▸ Input data:
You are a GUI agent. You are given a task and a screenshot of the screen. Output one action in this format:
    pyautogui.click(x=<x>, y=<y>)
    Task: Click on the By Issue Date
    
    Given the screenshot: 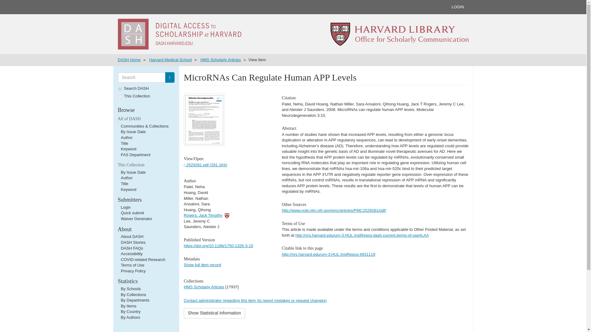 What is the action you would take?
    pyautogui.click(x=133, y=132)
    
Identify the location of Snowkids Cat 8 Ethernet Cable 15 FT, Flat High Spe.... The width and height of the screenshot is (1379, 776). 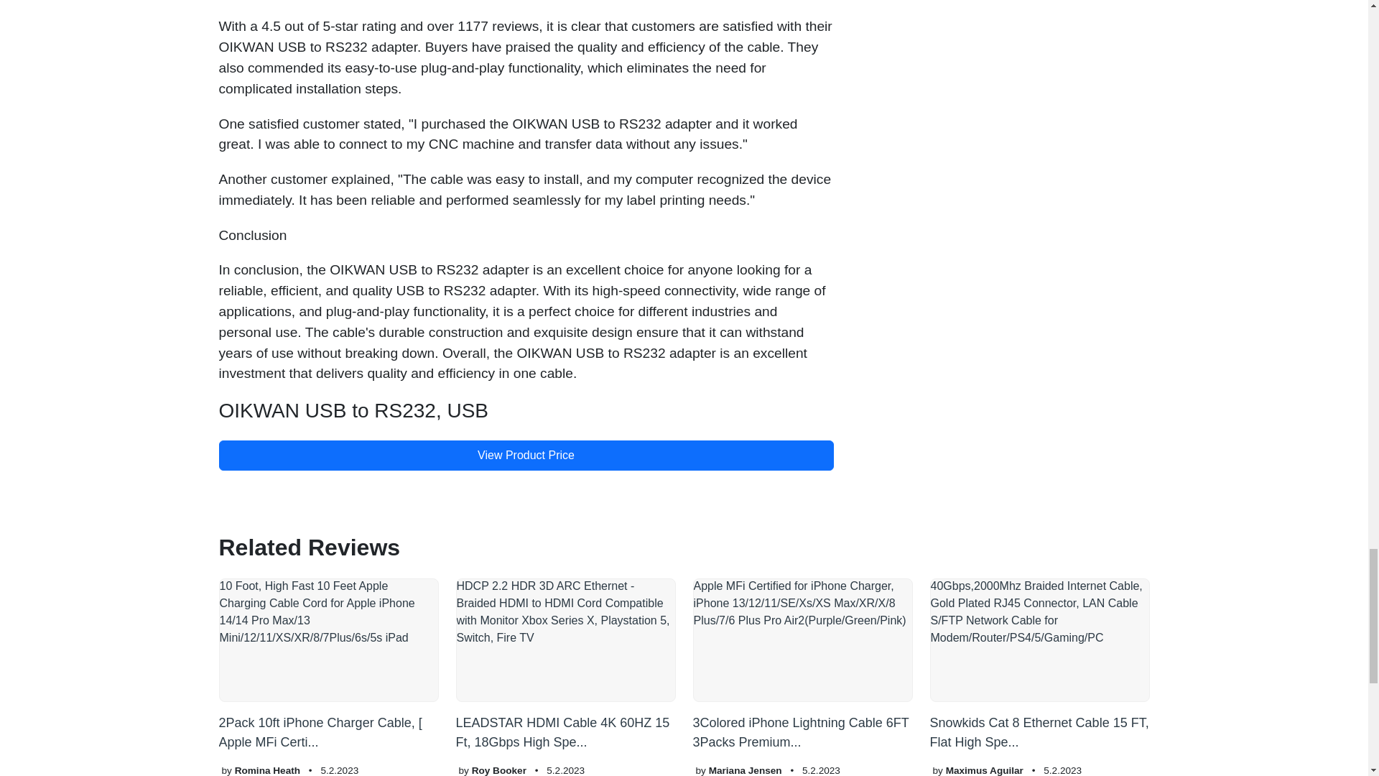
...
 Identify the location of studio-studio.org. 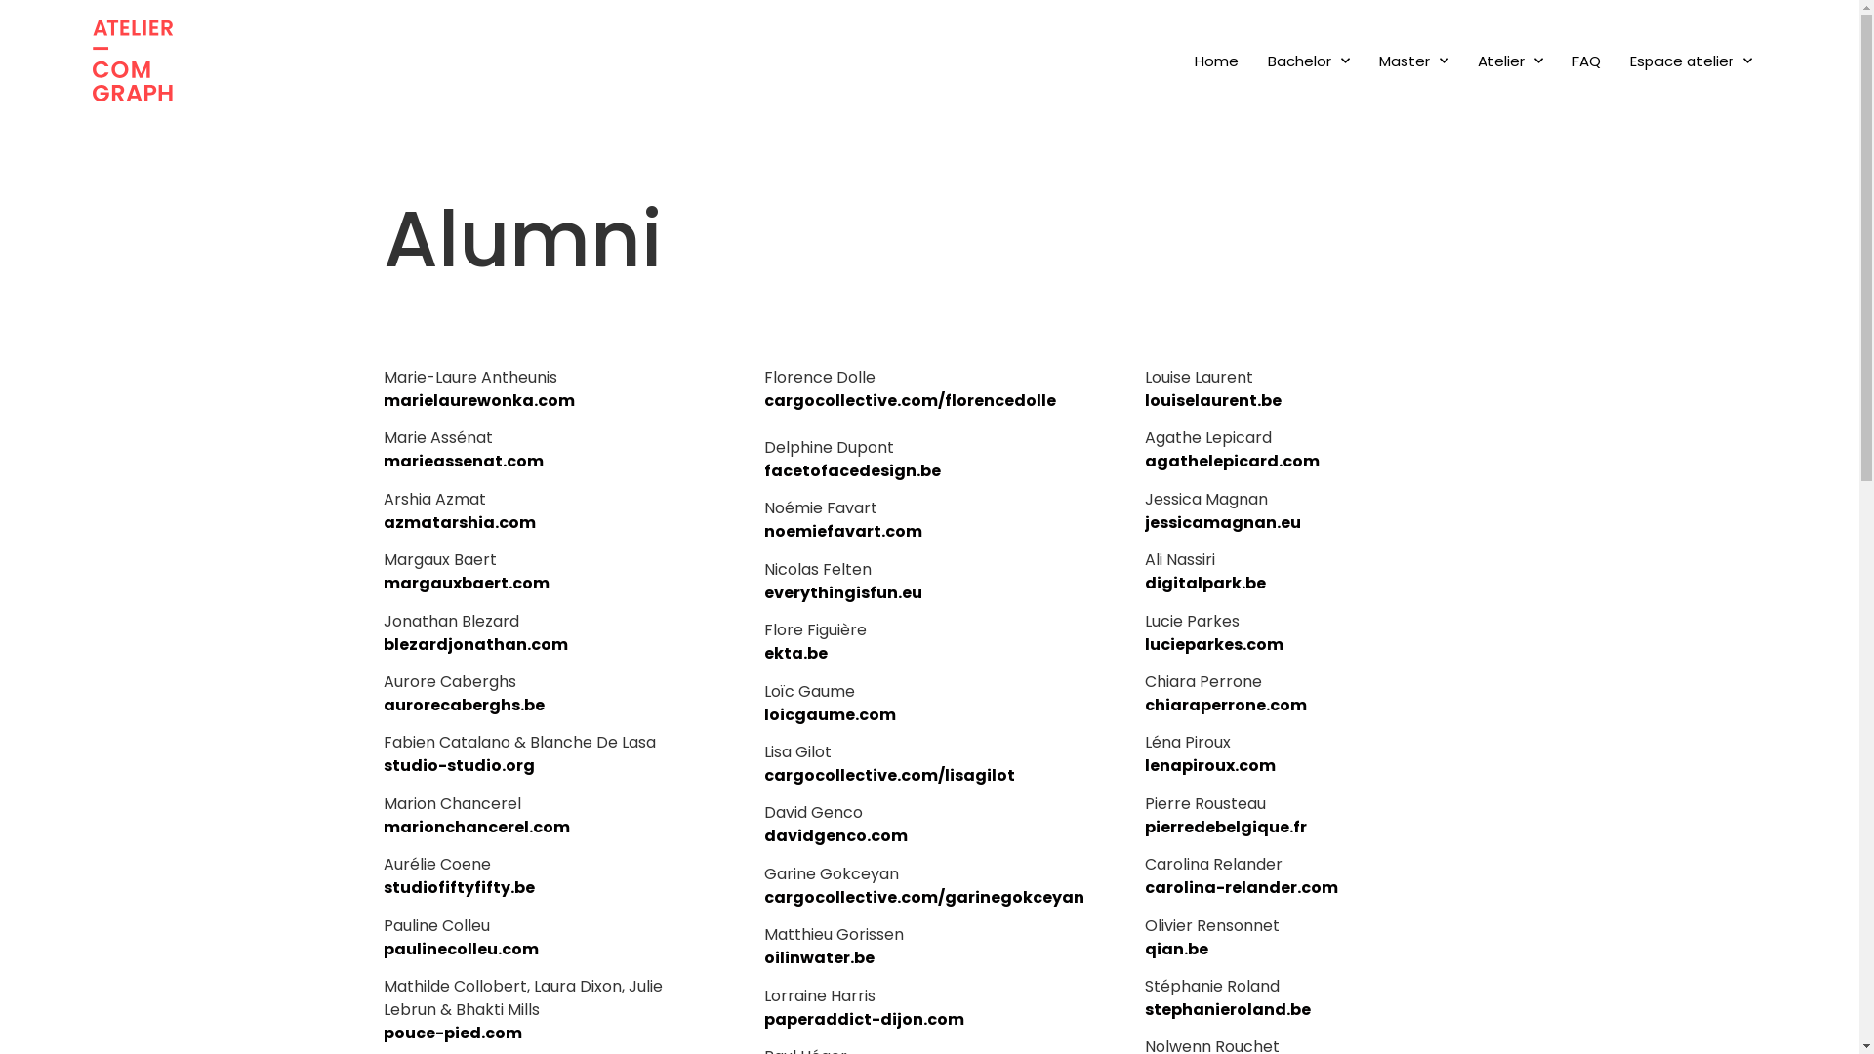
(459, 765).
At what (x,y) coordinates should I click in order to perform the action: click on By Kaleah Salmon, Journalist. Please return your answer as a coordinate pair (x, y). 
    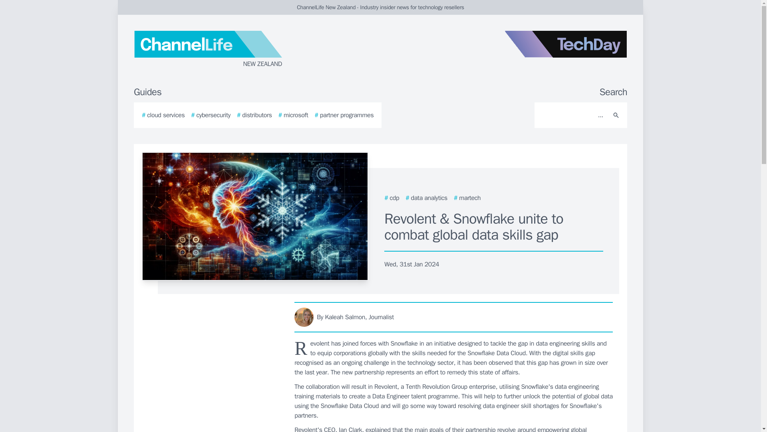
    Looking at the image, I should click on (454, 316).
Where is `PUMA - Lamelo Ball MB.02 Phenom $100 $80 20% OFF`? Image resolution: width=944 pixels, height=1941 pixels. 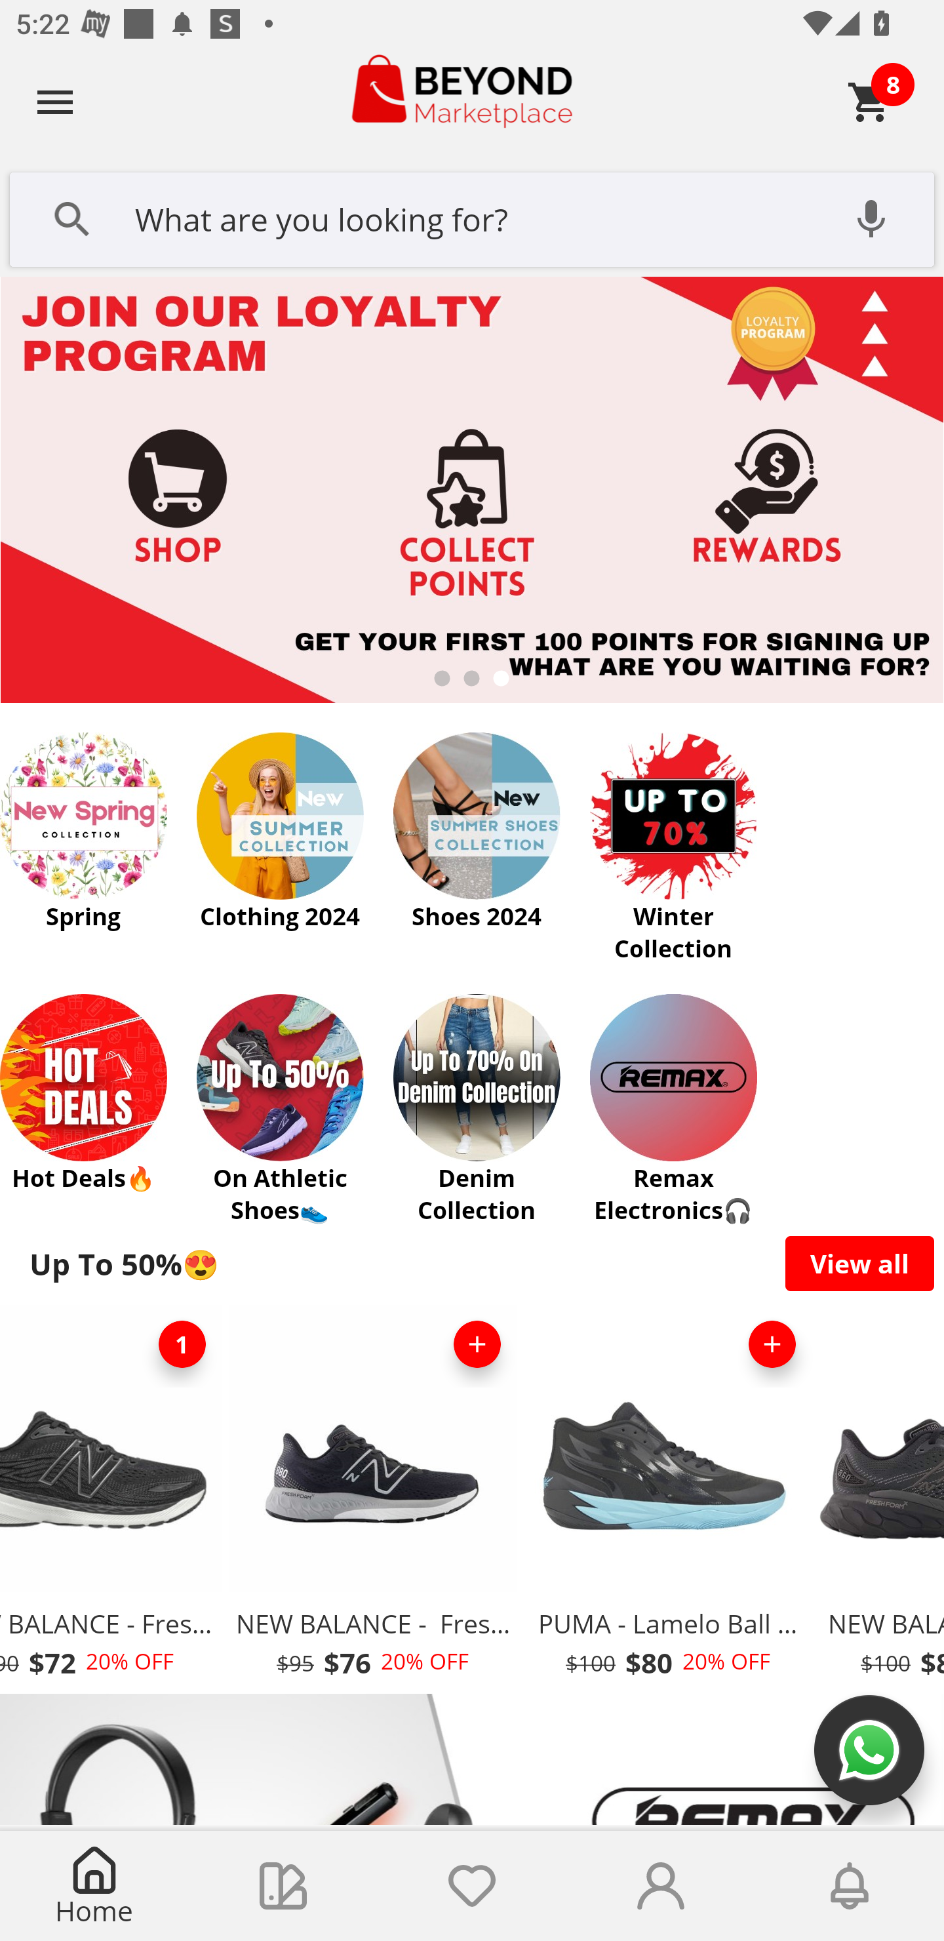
---
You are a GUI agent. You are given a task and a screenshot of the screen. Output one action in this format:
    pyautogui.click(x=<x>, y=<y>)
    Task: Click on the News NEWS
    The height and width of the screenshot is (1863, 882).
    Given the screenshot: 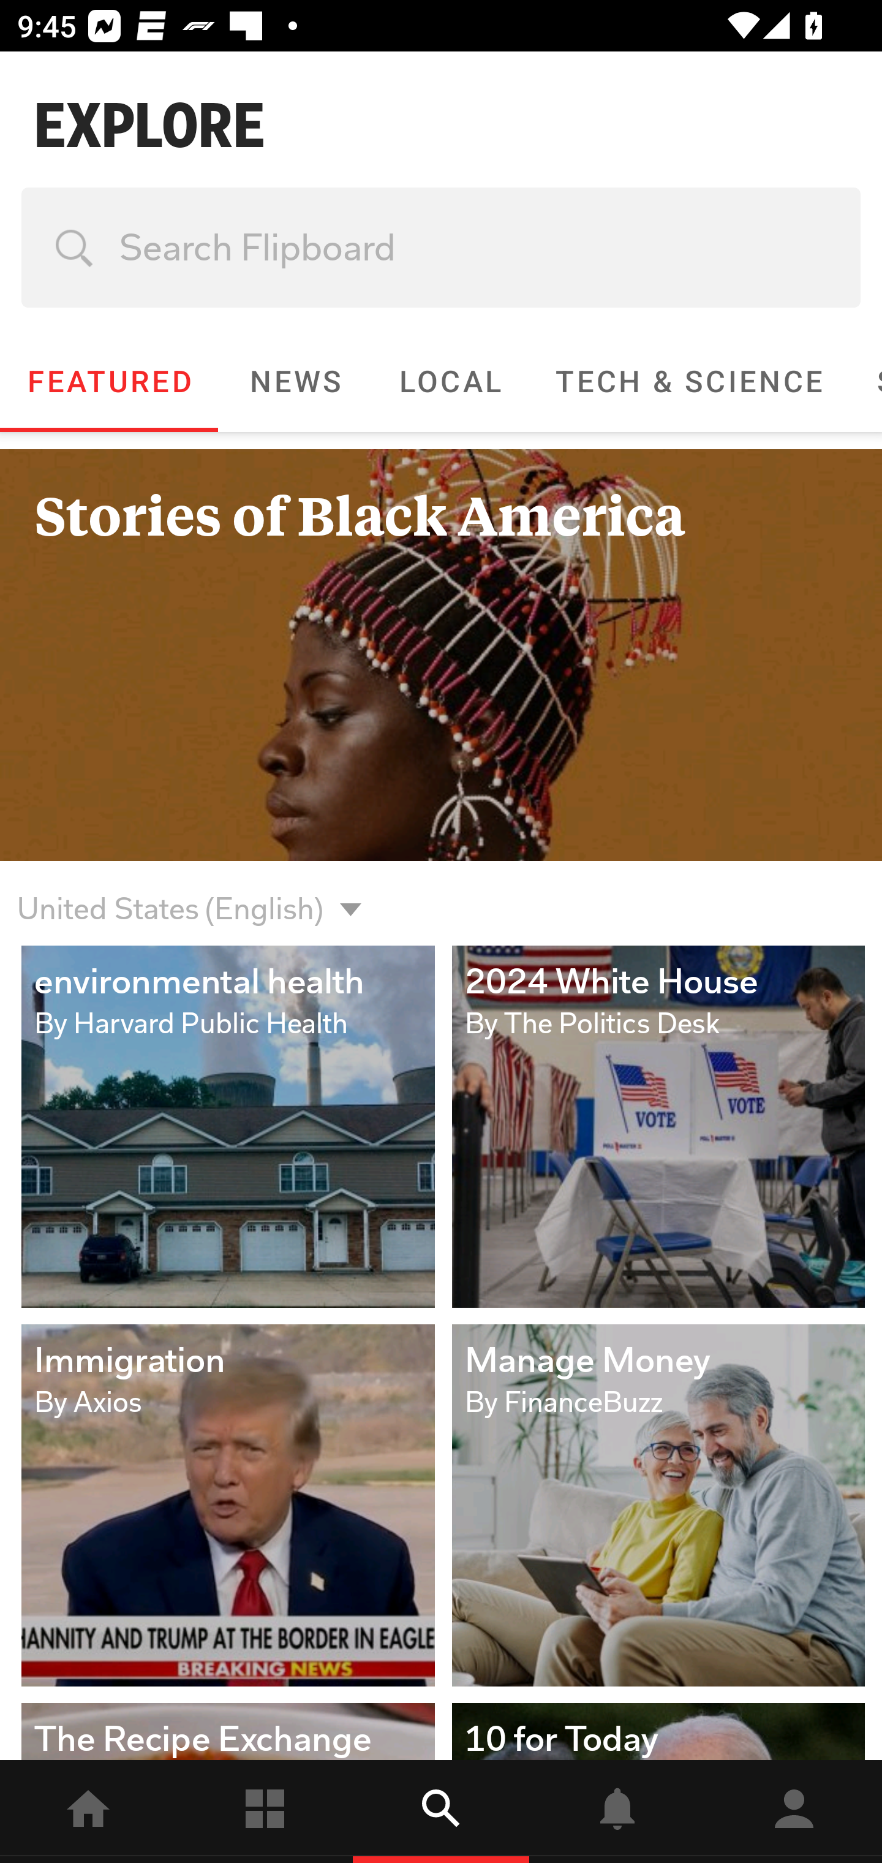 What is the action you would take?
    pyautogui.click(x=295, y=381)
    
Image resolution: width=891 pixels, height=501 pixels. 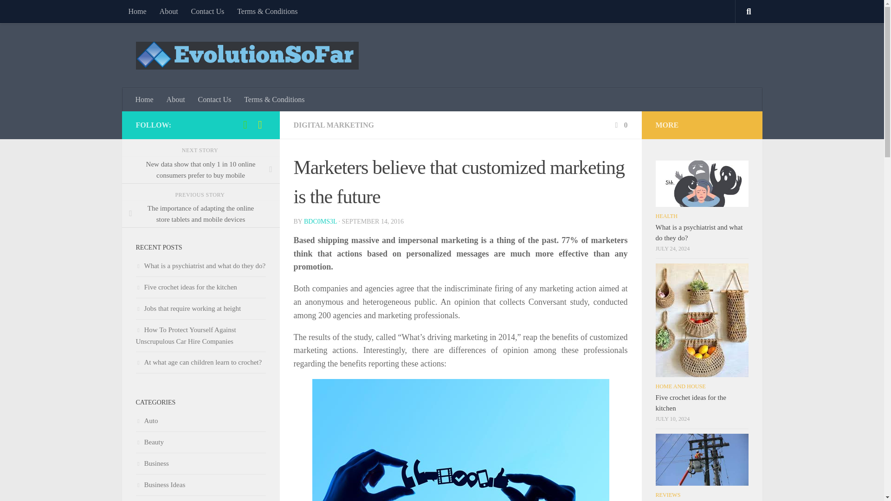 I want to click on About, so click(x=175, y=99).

▸ Work to complete: Out of the records above, set down only the lines from the one that contains "Identify the location of studio-studio.org." through the one that contains "pixels, height=1941 pixels.", unchanged and without the pictures.

▸ Solved problem:
 Identify the location of studio-studio.org. 
(459, 765).
At what (x,y) coordinates should I click in order to perform the action: click on By Kaleah Salmon, Journalist. Please return your answer as a coordinate pair (x, y). 
    Looking at the image, I should click on (454, 316).
Where is `PUMA - Lamelo Ball MB.02 Phenom $100 $80 20% OFF`? Image resolution: width=944 pixels, height=1941 pixels. 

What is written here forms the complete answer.